Glass
Pronunciation
- RP IPA: /glÉ‘Ës/
- Rhymes: -É‘Ës
- US IPA: /ɡlæs/
Origin
From Middle English glas, from Old English glæs, from Proto-Germanic *glasÄ…, possibly related root *glÅanÄ… ("to shine") (compare glow), and ultimately from the Proto-Indo-European root *ǵʰel- ("to shine, shimmer, glow"); cognate with West Frisian glês, Low German Glas, Dutch glas, German Glas, Icelandic gler.
Noun
glass
(countable and uncountable; plural glasss)- (uncountable) A solid, transparent substance made by melting sand with a mixture of soda, potash and lime.The tabletop is made of glass.
- 2013, Henry Petroski, The Evolution of Eyeglasses, The ability of a segment of a glass sphere to magnify whatever is placed before it was known around the year 1000, when the spherical segment was called a reading stone, essentially what today we might term a frameless magnifying glass or plain glass paperweight.
- A popular myth is that window glass is actually an extremely viscous liquid.
- (physics, uncountable) Amorphous (non-crystalline) substance.
- (attributive, in names of species) transparent or translucent
- A vessel from which one drinks, especially one made of glass, plastic, or similar translucent or semi-translucent material.Fill my glass with milk please.
- The quantity of liquid contained in such a vessel.Would you like a glass of milk?
- 1898, Winston Churchill, The Celebrity Chapter 2, Here was my chance. I took the old man aside, and two or three glasses of Old Crow launched him into reminiscence.
- (uncountable) Glassware.We collected art glass.
- A mirror.She adjusted her lipstick in the glass.
- A magnifying glass or telescope.We looked through the glass to see stars.
- (sport) A barrier made of glass.
- (basketball, colloquial) The backboard.He caught the rebound off of the glass.
- (ice hockey) The clear, protective screen surrounding a hockey rink.He fired the outlet pass off the glass.
- A barometer.
- Louis MacNeiceThe glass is falling hour by hour.
- (obsolete) An hourglass.
- ShakespeareShe would not live
The running of one glass.
Derived terms
Full definition of glass
Verb
- (transitive) To furnish with glass; to glaze.
- (transitive) To enclose with glass.
- (transitive, colloquial) To strike (someone), particularly in the face, with a drinking glass with the intent of causing injury.
- 1987, John Godber, Bouncers http://books.google.com/books?ie=UTF-8&hl=en&id=f6-WVMj0qCUC&pg=PA19&lpg=PA19&sig=NzO0yHs5eqCDoOPewNE31SvzBBwJUDD. Any trouble last night?
LES. Usual. Couple of punks got glassed. - 2002, Geoff Doherty, A Promoter's Tale http://books.google.com/books?ie=UTF-8&hl=en&id=f6cHAVAMwk8C&pg=PA72&lpg=PA72&sig=NN6mhVE1htG-CUB-GekL3ZWPIMwI often mused on what the politicians or authorities would say if they could see for themselves the horrendous consequences of someone who’d been glassed, or viciously assaulted.
- 2003, Mark Sturdy, Pulp http://books.google.com/books?ie=UTF-8&hl=en&id=sdF52lBdu3AC&pg=PA139&lpg=PA139&sig=o2nzWpBQX4v0Csr5DLGgTJrCy5cOne night he was in this nightclub in Sheffield and he got glassed by this bloke who’d been just let out of prison that day.
- To bombard an area with such intensity (nuclear bomb, fusion bomb, etc) as to melt the landscape into glass.
- To view through an optical instrument such as binoculars.
- 2000, Ben D. Mahaffey, 50 Years of Hunting and Fishing, page 95:Andy took his binoculars and glassed the area below.
- To smooth or polish (leather, etc.), by rubbing it with a glass burnisher.
- (archaic, reflexive) To reflect; to mirror.
- MotleyHappy to glass themselves in such a mirror.
- ByronWhere the Almighty's form glasses itself in tempests.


■ TASK ■
Output the entries as they appear, skipping images.

** Opening DATA TO EXAMINE block **

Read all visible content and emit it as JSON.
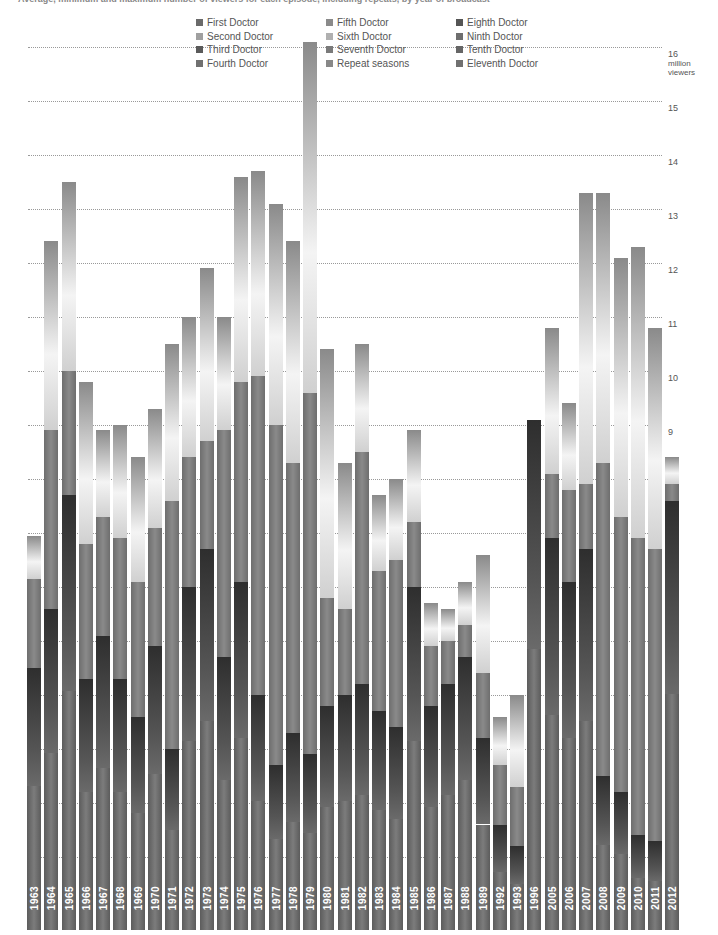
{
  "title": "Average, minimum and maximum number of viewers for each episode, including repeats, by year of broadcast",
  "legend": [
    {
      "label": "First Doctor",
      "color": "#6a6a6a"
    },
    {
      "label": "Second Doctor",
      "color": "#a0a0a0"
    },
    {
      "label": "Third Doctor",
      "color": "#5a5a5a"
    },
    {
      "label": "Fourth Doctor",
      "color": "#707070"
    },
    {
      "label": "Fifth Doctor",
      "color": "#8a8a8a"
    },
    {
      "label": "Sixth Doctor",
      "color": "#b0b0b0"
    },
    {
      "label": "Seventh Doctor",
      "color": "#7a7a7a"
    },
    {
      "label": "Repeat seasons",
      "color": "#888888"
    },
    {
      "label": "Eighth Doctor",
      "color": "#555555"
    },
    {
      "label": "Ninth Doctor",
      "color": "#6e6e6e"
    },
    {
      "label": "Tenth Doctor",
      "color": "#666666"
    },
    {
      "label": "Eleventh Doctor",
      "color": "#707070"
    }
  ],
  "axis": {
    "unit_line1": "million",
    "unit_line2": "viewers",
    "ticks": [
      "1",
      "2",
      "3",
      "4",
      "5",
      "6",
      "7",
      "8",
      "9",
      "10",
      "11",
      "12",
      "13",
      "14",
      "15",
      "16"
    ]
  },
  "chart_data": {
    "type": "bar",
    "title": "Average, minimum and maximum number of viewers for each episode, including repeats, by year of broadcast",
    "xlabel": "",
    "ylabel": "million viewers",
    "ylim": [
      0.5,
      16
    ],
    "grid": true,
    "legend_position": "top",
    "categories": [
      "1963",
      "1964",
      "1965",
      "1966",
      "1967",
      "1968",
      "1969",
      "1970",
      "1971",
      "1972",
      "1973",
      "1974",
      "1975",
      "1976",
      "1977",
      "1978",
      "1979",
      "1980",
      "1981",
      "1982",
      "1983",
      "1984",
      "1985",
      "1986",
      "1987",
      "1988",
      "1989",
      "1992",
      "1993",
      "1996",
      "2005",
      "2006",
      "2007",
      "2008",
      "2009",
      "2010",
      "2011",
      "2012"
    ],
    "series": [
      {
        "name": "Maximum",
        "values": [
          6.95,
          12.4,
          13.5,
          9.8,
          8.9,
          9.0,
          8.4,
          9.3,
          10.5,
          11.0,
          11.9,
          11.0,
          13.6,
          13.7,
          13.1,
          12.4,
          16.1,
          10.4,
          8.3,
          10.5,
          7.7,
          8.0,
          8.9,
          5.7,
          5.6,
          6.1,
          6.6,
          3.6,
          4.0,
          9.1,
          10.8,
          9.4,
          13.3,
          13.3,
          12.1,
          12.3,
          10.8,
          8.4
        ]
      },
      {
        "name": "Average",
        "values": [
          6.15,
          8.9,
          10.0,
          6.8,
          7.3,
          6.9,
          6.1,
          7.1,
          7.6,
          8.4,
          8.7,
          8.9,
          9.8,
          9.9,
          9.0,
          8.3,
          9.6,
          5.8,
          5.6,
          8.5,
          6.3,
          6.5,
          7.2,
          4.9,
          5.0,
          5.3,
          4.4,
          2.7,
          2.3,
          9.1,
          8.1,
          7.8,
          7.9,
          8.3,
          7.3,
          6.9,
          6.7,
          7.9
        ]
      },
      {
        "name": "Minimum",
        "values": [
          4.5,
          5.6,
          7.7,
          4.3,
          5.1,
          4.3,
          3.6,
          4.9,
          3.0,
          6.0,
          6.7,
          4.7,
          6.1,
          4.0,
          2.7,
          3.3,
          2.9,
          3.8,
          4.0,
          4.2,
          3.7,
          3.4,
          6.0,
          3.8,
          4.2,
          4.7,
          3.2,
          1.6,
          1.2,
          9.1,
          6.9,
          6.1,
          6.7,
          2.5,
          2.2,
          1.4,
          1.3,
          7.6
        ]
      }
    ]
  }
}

** Closing DATA TO EXAMINE block **

■ EXERCISE SOLUTION ■
Read all visible content and emit it as JSON.
{
  "title": "Average, minimum and maximum number of viewers for each episode, including repeats, by year of broadcast",
  "legend": [
    {
      "label": "First Doctor",
      "color": "#6a6a6a"
    },
    {
      "label": "Second Doctor",
      "color": "#a0a0a0"
    },
    {
      "label": "Third Doctor",
      "color": "#5a5a5a"
    },
    {
      "label": "Fourth Doctor",
      "color": "#707070"
    },
    {
      "label": "Fifth Doctor",
      "color": "#8a8a8a"
    },
    {
      "label": "Sixth Doctor",
      "color": "#b0b0b0"
    },
    {
      "label": "Seventh Doctor",
      "color": "#7a7a7a"
    },
    {
      "label": "Repeat seasons",
      "color": "#888888"
    },
    {
      "label": "Eighth Doctor",
      "color": "#555555"
    },
    {
      "label": "Ninth Doctor",
      "color": "#6e6e6e"
    },
    {
      "label": "Tenth Doctor",
      "color": "#666666"
    },
    {
      "label": "Eleventh Doctor",
      "color": "#707070"
    }
  ],
  "axis": {
    "unit_line1": "million",
    "unit_line2": "viewers",
    "ticks": [
      "1",
      "2",
      "3",
      "4",
      "5",
      "6",
      "7",
      "8",
      "9",
      "10",
      "11",
      "12",
      "13",
      "14",
      "15",
      "16"
    ]
  },
  "chart_data": {
    "type": "bar",
    "title": "Average, minimum and maximum number of viewers for each episode, including repeats, by year of broadcast",
    "xlabel": "",
    "ylabel": "million viewers",
    "ylim": [
      0.5,
      16
    ],
    "grid": true,
    "legend_position": "top",
    "categories": [
      "1963",
      "1964",
      "1965",
      "1966",
      "1967",
      "1968",
      "1969",
      "1970",
      "1971",
      "1972",
      "1973",
      "1974",
      "1975",
      "1976",
      "1977",
      "1978",
      "1979",
      "1980",
      "1981",
      "1982",
      "1983",
      "1984",
      "1985",
      "1986",
      "1987",
      "1988",
      "1989",
      "1992",
      "1993",
      "1996",
      "2005",
      "2006",
      "2007",
      "2008",
      "2009",
      "2010",
      "2011",
      "2012"
    ],
    "series": [
      {
        "name": "Maximum",
        "values": [
          6.95,
          12.4,
          13.5,
          9.8,
          8.9,
          9.0,
          8.4,
          9.3,
          10.5,
          11.0,
          11.9,
          11.0,
          13.6,
          13.7,
          13.1,
          12.4,
          16.1,
          10.4,
          8.3,
          10.5,
          7.7,
          8.0,
          8.9,
          5.7,
          5.6,
          6.1,
          6.6,
          3.6,
          4.0,
          9.1,
          10.8,
          9.4,
          13.3,
          13.3,
          12.1,
          12.3,
          10.8,
          8.4
        ]
      },
      {
        "name": "Average",
        "values": [
          6.15,
          8.9,
          10.0,
          6.8,
          7.3,
          6.9,
          6.1,
          7.1,
          7.6,
          8.4,
          8.7,
          8.9,
          9.8,
          9.9,
          9.0,
          8.3,
          9.6,
          5.8,
          5.6,
          8.5,
          6.3,
          6.5,
          7.2,
          4.9,
          5.0,
          5.3,
          4.4,
          2.7,
          2.3,
          9.1,
          8.1,
          7.8,
          7.9,
          8.3,
          7.3,
          6.9,
          6.7,
          7.9
        ]
      },
      {
        "name": "Minimum",
        "values": [
          4.5,
          5.6,
          7.7,
          4.3,
          5.1,
          4.3,
          3.6,
          4.9,
          3.0,
          6.0,
          6.7,
          4.7,
          6.1,
          4.0,
          2.7,
          3.3,
          2.9,
          3.8,
          4.0,
          4.2,
          3.7,
          3.4,
          6.0,
          3.8,
          4.2,
          4.7,
          3.2,
          1.6,
          1.2,
          9.1,
          6.9,
          6.1,
          6.7,
          2.5,
          2.2,
          1.4,
          1.3,
          7.6
        ]
      }
    ]
  }
}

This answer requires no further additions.